Madame de Stael

Madame de Stael
Anne Louise Germaine de Staël-Holstein, commonly known as Madame de Staël, was a French woman of letters of Swiss origin whose lifetime overlapped with the events of the French Revolution and the Napoleonic era. She was one of Napoleon's principal opponents. Celebrated for her conversational eloquence, she participated actively in the political and intellectual life of her times. Her works, both critical and fictional, made their mark on the history of European Romanticism...
NationalityFrench
ProfessionWriter
Date of Birth22 April 1766
CountryFrance
Intellect does not attain its full force unless it attacks power.
Society develops wit, but its contemplation alone forms genius.
One must, in one's life, make a choice between boredom and suffering.
The greater part of what women write about women is mere sycophancy to man.
Where no interest is takes in science, literature and liberal pursuits, mere facts and insignificant criticisms necessarily become the themes of discourse; and minds, strangers alike to activity and meditation, become so limited as to render all intercourse with them at once tasteless and oppressive.
Wit lies in the likeness of things that are different, and in the difference of things that are alike.
Man's most valuable faculty is his imagination.
Gaiety pleases more when we are assured that it does not cover carelessness.
When men do wrong, it is out of hardness; when women do wrong, it is out of weakness.
Let us then blend everything: love, religion, genius, with sunshine, perfume, music, and poetry.
Atheism exists only in coldness, selfishness, and baseness.
Danger is like wine, it goes to your head.
Conscience is doubtless sufficient to conduct the coldest character into the road of virtue; but enthusiasm is to conscience what honor is to duty; there is in us a superfluity of soul, which it is sweet to consecrate to the beautiful when the good has been accomplished.
It is difficult to grow old gracefully.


What you should do
Please return every line of the records that contains the word "circle".

Records for this task
+++++

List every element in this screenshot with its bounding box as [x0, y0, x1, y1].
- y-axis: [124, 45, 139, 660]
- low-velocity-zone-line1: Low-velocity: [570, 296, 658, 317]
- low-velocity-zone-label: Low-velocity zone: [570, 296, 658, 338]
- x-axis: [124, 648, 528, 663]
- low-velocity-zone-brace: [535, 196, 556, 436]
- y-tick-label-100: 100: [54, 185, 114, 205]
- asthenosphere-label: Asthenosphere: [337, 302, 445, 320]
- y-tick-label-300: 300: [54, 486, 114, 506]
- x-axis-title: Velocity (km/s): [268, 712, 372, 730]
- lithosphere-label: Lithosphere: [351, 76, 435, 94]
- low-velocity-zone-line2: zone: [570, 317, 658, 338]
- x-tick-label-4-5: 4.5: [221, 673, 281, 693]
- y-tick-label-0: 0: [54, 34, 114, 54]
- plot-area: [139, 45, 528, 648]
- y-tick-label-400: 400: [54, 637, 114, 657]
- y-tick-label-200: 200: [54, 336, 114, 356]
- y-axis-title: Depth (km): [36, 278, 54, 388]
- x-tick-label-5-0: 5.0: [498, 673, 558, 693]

+++++

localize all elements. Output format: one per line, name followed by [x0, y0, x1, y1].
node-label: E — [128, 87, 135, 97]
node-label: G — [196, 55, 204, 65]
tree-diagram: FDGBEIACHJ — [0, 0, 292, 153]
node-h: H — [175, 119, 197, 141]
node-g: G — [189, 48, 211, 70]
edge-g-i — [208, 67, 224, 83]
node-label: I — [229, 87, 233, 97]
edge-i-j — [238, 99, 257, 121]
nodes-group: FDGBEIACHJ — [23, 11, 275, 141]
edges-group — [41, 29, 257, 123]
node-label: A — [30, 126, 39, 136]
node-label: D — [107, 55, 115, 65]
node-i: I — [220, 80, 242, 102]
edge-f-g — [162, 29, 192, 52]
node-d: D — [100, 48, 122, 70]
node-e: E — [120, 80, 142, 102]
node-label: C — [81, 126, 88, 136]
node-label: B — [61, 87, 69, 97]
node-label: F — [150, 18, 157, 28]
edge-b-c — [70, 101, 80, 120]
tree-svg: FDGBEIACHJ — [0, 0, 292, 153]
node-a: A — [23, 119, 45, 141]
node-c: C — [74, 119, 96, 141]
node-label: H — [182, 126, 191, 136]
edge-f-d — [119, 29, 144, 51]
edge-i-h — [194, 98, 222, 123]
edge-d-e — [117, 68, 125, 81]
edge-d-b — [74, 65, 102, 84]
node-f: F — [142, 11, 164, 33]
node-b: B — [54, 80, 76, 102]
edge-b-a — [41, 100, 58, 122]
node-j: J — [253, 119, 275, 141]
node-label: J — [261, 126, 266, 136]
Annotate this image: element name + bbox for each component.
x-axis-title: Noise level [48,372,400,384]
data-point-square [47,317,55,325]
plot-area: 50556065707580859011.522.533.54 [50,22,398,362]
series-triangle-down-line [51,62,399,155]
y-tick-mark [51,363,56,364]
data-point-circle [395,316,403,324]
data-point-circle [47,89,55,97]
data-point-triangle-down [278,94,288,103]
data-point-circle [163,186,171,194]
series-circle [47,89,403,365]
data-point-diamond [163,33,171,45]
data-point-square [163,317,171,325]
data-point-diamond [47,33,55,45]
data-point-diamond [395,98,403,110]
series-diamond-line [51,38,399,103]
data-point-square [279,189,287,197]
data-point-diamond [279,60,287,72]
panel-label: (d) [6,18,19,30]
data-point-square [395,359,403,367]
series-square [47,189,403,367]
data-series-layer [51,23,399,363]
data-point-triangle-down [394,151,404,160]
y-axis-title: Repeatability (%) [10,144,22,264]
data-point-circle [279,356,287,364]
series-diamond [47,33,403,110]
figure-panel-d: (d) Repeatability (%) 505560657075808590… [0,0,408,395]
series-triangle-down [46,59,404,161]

+++++

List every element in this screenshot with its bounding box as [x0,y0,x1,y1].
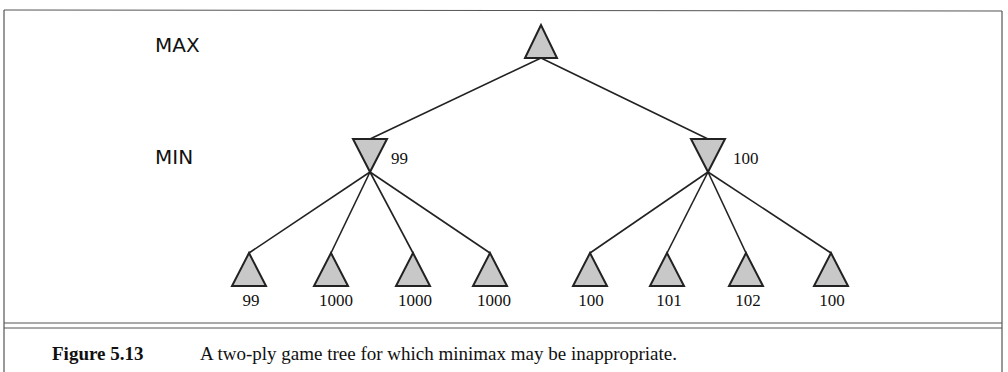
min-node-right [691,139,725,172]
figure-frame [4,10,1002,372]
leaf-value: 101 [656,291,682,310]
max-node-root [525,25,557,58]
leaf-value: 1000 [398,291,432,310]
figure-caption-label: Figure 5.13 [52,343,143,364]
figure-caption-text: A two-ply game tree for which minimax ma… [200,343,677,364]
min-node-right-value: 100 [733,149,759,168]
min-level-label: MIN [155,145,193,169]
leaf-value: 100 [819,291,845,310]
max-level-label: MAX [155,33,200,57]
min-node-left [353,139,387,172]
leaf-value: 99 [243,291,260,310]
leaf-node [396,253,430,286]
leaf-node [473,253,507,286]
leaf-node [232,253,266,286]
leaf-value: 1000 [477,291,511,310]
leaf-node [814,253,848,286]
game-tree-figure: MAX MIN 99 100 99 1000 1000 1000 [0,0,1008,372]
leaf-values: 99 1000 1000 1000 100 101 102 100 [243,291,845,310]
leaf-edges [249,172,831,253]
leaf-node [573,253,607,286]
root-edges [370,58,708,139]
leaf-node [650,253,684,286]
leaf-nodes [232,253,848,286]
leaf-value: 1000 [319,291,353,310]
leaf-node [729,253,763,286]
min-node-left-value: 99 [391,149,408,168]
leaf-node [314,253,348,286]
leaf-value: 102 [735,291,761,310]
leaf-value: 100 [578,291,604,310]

+++++

Result of this exercise
data-point-circle [395,316,403,324]
data-point-circle [47,89,55,97]
data-point-circle [163,186,171,194]
series-circle [47,89,403,365]
data-point-circle [279,356,287,364]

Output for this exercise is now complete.